My lone regret was not seeing the Frida Kahlo Blue House (Casa Azul) because - word to the wise! - I had not realized that tickets must be reserved at least one week in advance.
Malted Water
Of course, I did not want to leave Mexico City without learning something about the “malted water” there.

Beer is a big favorite in Mexico City, and indeed, in all of Mexico. The beer market in Mexico, as one might expect, is dominated by the massive Corona and Modelo beer conglomerates. The heat and humidity in Mexico City means that residents prefer this lighter beer, lower in alcohol, that can accommodate a 2-3 beer session. The major beers are also inexpensive; the same sized Corona or Modelo beer is 1/3 the price in Mexico as it is in the United States.
As a result, although quite a few trendy craft beer tasting rooms exist in Mexico City, I was only able to unearth eight that actually brew their own craft beer. All are located in the upscale, commercial/residential borough of Cuauhtemoc, and one gets the impression that craft brewing in Mexico City caters to tourists and city residents with disposable income.
I ended up visiting the Cerveceria Morenos craft brewery, founded in 2017 in the Roma Norte neighborhood. Cerveceria Morenos was originally called “The Tasting Room,” and was actually started even earlier by brothers Ernesto and Rodrigo Mora “en el garage de su mamá.” (In their mother’s garage.)

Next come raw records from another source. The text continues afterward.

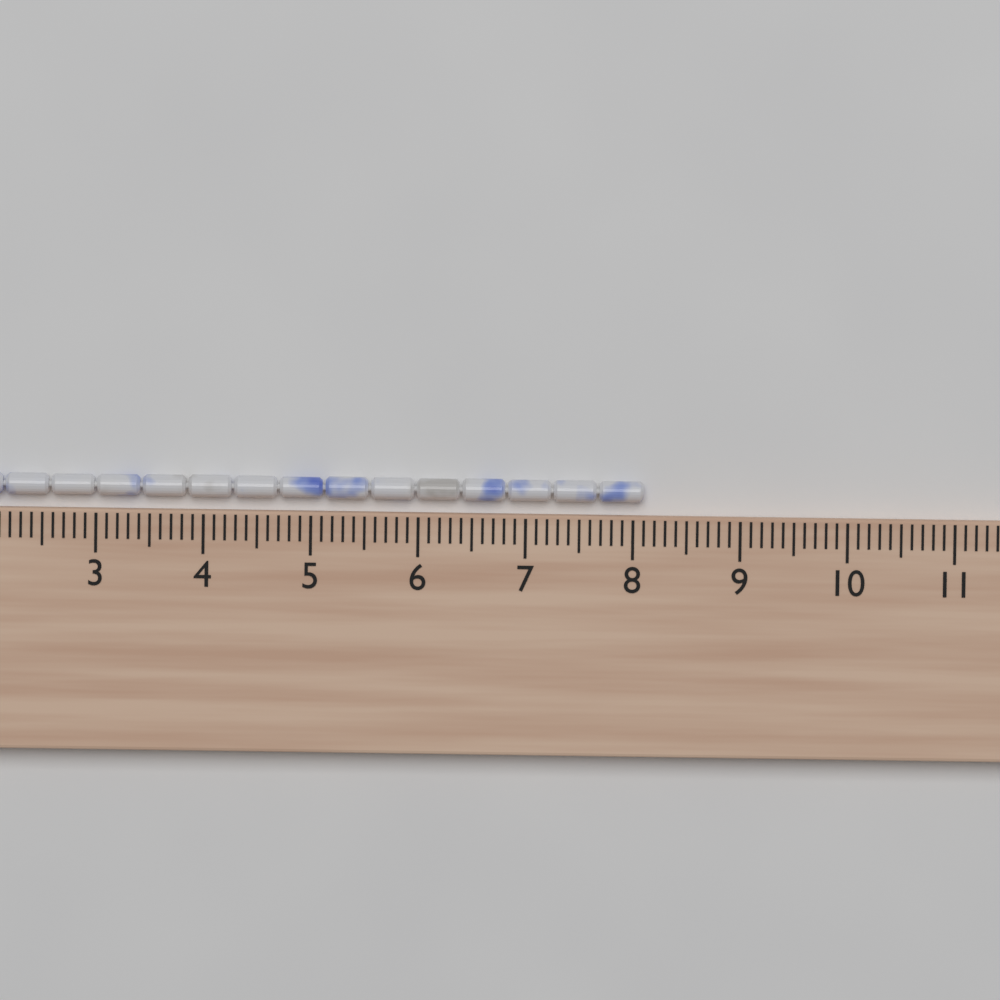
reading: 8.1 cm
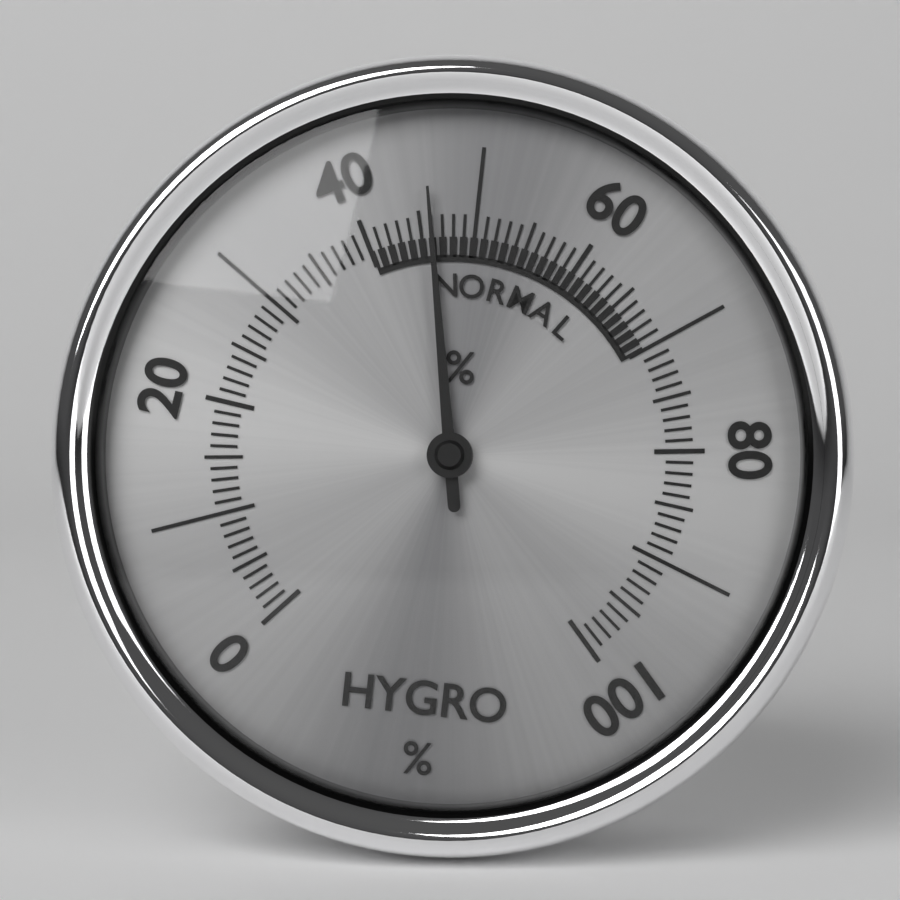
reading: 46 %
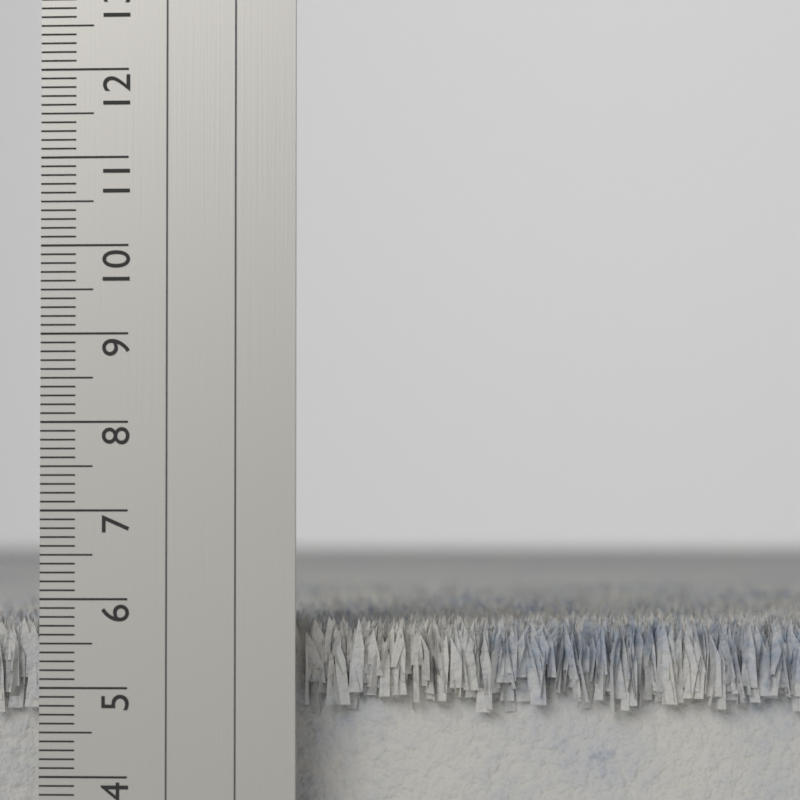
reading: 5.8 cm
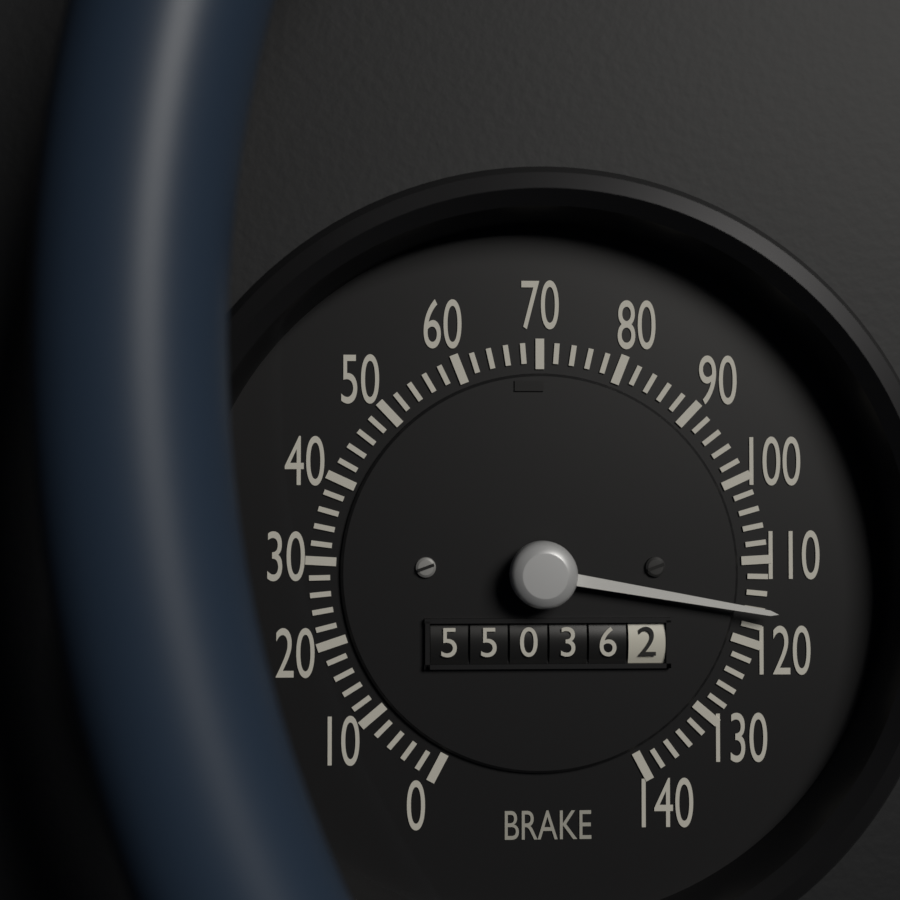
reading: 116 (no unit)
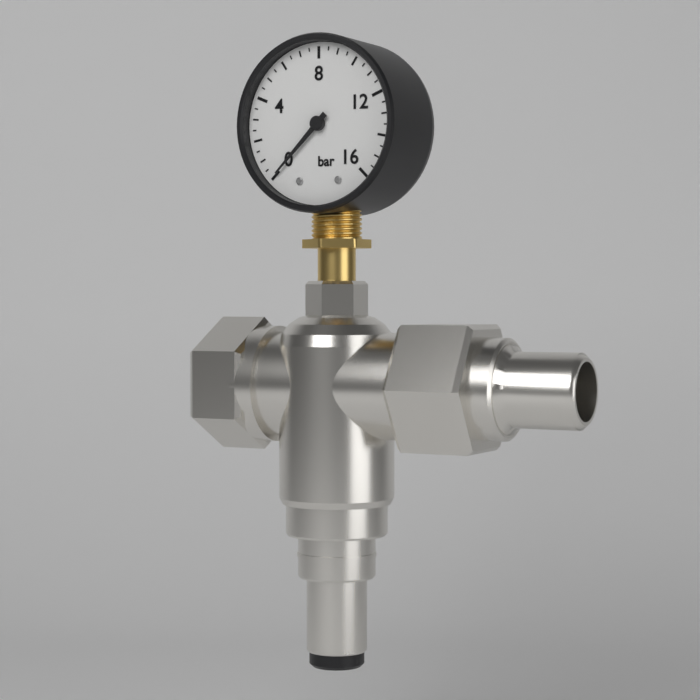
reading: 0.0 bar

Today, the brewery produces 35,000 liters (almost 10,000 gallons) of beer per month, and its simple tasting room contains 20 taps at the bar against the far wall. The brewery also bottles and sells beer to retail shops and restaurants throughout Mexico.
Coming off the street, customers pass through a tidy patio. Inside, the atmosphere is akin to a tasca. Of course, instead of tapas, the comestible vehicle is the taco, but the taco shells and fillings have a similarly impressive variety and range.
As in a tasca, two- and four-seat tables predominate, the atmosphere is elegant, with a steady hum of banter, and customers order rounds of beer and food as fancy strikes them. A single waiter, calm but deadly-efficient, has the half-filled room fully under control.
I tasted four beers in 4 oz. half-glass portions: the “El Germán” pilsner; “Lager Local” Mexican lager; “Hablame de Passion (Speak to Me of Passion)” chilanga weizen with passion fruit; and the “Different Breakfast” mocha stout.
Using the word “chilanga” in the name of the passion fruit beer bespeaks the brewers’ pride in their city; Chilango used to be a pejorative word for a resident of Mexico City, but it is now carried by many residents as a reappropriated badge of honor.

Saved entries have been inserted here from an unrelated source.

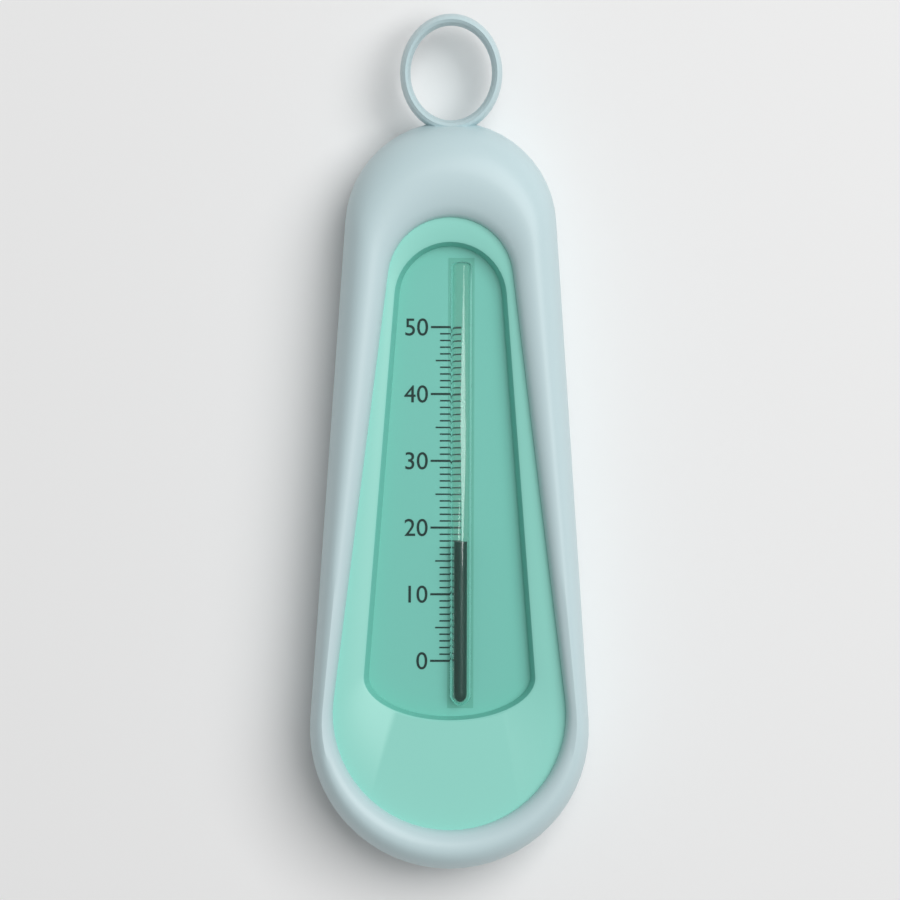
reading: 18 (no unit)
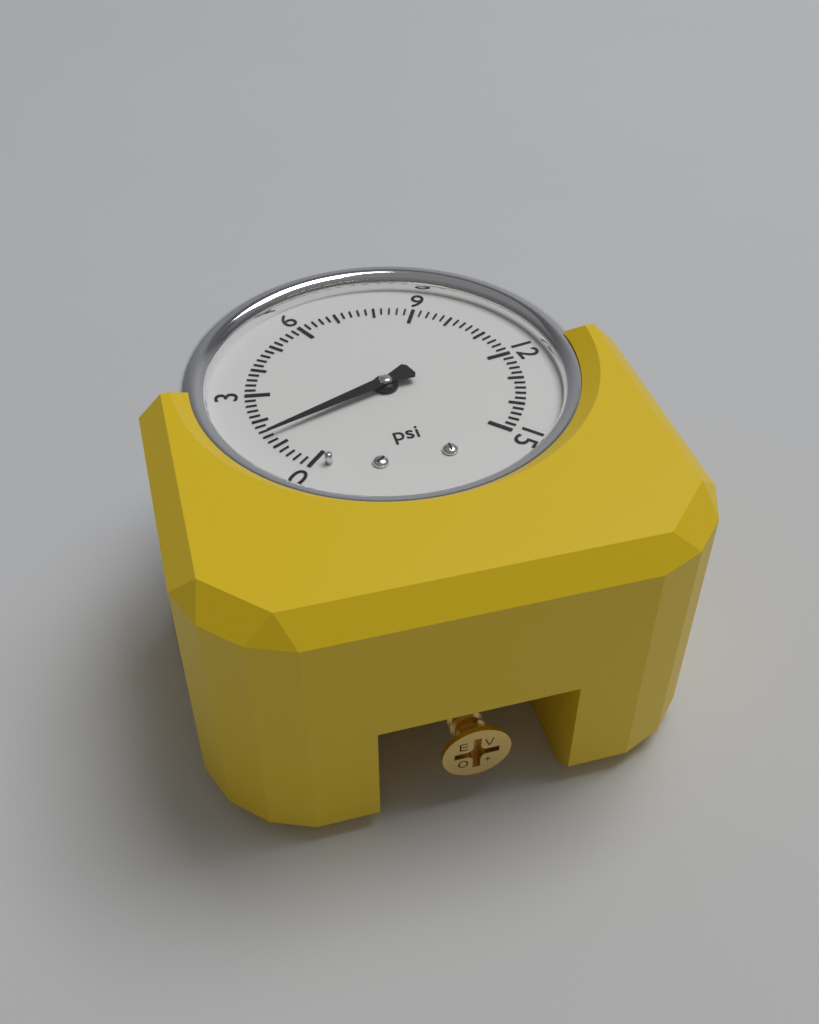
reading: 1.4 psi
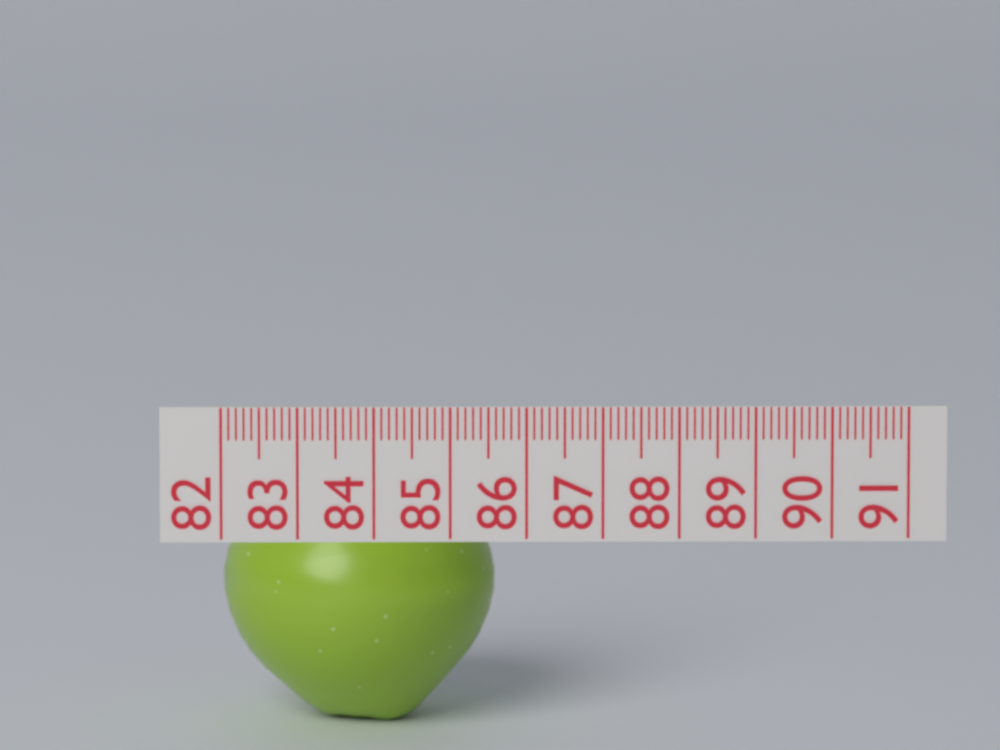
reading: 85.6 (no unit)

The El Germàn Pilsner was particularly impressive, with full malt flavor and body, but a classic lager cleanliness that made the beer cool and light going down. The hop bitterness was well incorporated, as it should be in a pilsner. The beer had very good carbonation, and no faults except for an almost imperceptible hint of diacetyl (popcorn/butter flavor).

Just as the name states, the Lager Local is a lighter lager in the Mexican style. Easy to drink, good hop-to-malt balance, but still rich with flavor.

Hablame de Passion is really a sour beer. I wasn’t clear where the weizen style came in, but no matter: this was delicious beer with exactly the right balance of fruit and malt flavors. Not a juice bomb, but not a joyless, used-tea-bag, may-as-well-be-a-seltzer, either. Passion-fruit is somewhat unusual in beers, but other experiences in Mexico City made me realize that Mexico owns this fruit and knows how to bring out all of its complexity. That command was evident in this beer too.

Different Breakfast has a full, rich body and a full head. This beer had a nice coffee taste that stayed in the background, where it should be. Some sweetness, but on balance, tending toward the savory. No thought that I was having a Frappuccino disguised as a beer, the way so many craft breweries make stouts these days. And yes, it was heavier. Which was a perfect drink shortly before retiring for the evening.